Monday, May 22, 2017

Should twin itty-bitty cities share in bed tax? (Steven Cottrell column, St. Augustine Record)

St. Johns County can increase the bed tax and use it for infrastructure. Enough inane advertising. Enough waste, fraud and abuse, misfeasance, malfeasance, nonfeasance, flummery, dupery and nincompoopery from St. Johns County and the twin itty-bitty cities of St. Augustine and St. Augustine Beach. Our governments lack a welcoming spirit. They must act like customer service organizations instead of corrupt collections of political patronage hacks and developer coddling goofiness. Without a customer service orientation, without an Inspector General, without an Ombuds, without a whistleblower protection policy, our local governments don't deserve ANY tax increases. The whole world is watching.




Posted May 22, 2017 12:02 am
By STEVE COTTRELL Public Occurrences
STEVE COTTRELL: Cities need a slice of the bed tax pie

When city, county and state government budgets get tight, two options are usually moved to the bureaucratic front burners — raise taxes or reduce services. (At the federal level, of course, they merely print more greenbacks).

I believe there’s a third option for communities like St. Augustine and St. Augustine Beach, and it doesn’t require a new tax or reduced city services. It merely requires a new formula for distributing an existing tax.

When Transient Occupancy Tax (often called bed tax) was introduced to U. S. travelers after World War II, one of its intended purposes was to help fund infrastructure costs. Tourists were having an impact on city streets and services, but there was no mechanism other than sales tax to help pay for the impacts.

So in 1946, beginning in New York City and soon spreading throughout the nation, lodging guests began paying a small tax on their room rate.

In the early years of bed tax collection, many communities placed the new revenue in their general fund — a financial black hole into which money from a combination of sources is sucked in and commingled. Later, restrictions were often put on use of the money.

In Florida, laws governing distribution of a Tourist Development Tax were established after Walt Disney World began drawing tens of millions of visitors a year — most of whom stayed at lodging facilities in and around Orlando. When a 2 percent bed tax was instituted, a ton of dough began filling Orange County coffers.

Here in St. Johns County, the Tourist Development Council was recognized by the county commission in 1986 as the designated bed tax recipient.

Some Florida counties are allowed to use a portion of bed tax revenue for beach rehabilitation, venue construction and some other tourist-related exceptions. State law, however, requires that the expenditures enhance tourism.

But what about the impact tourists have on essential city services and infrastructure?

How many tourists require police or fire departments assistance? How many are pulled from the ocean by lifeguards then attended to by local emergency medical personnel?
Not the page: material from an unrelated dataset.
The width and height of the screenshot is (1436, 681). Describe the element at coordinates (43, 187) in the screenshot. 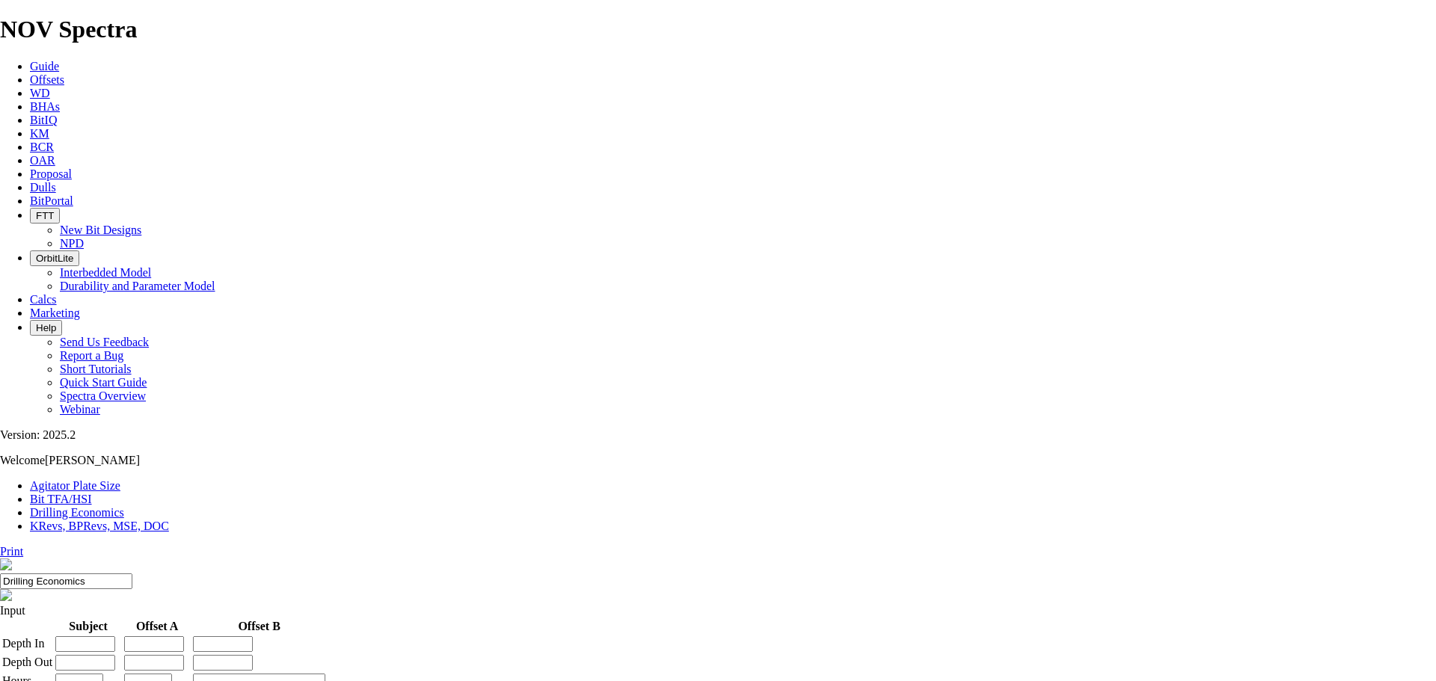

I see `span: Dulls` at that location.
How many potholes grow bigger by the day as tourists drive over them?

And why can’t a city use a portion of bed tax collected inside its city limits to promote activities the city deems appropriate, rather than depending on year-to-year inclinations of the Tourist Development Council? Well, because that’s the law in Florida. That’s why.

Maybe — just maybe — if cities like St. Augustine and St. Augustine Beach made a reasoned pitch to our state representatives, and gained support from the Florida League of Cities, a simple sentence could someday be added to the relevant Florida statute.

Something like: “Twenty-five percent of all Tourist Development Tax collected from within the incorporated limits of a municipality shall be returned to that municipality to accommodate marketing priorities as determined by the city, as well as help offset tourist-related infrastructure and resource impacts.”

How much would that mean for St. Augustine? Not sure, but yearly bed tax collection in St. Johns County is about $10 million — and steadily growing. Yes, a lot of that money is collected outside the city limits, but millions are collected from lodging businesses in the city. St. Augustine Beach generates a lot of bed tax revenue as well.

Redistribution of bed tax shouldn’t make any difference to local lodging owners, or to tourists, because the tax rate would remain the same. Local government entities would receive a reasonable share to help defray costly infrastructure and resource impacts, and the TDC would continue to receive several million dollars a year for its marketing effort.

I am a former small-town Chamber of Commerce president who spent decades working to increase tourism through costly, creative marketing. But while I was doing that, I recognized that a portion of the bed tax was needed to help offset infrastructure and city resource impacts resulting from tourism.

Wish decision-makers in Tallahassee felt the same way.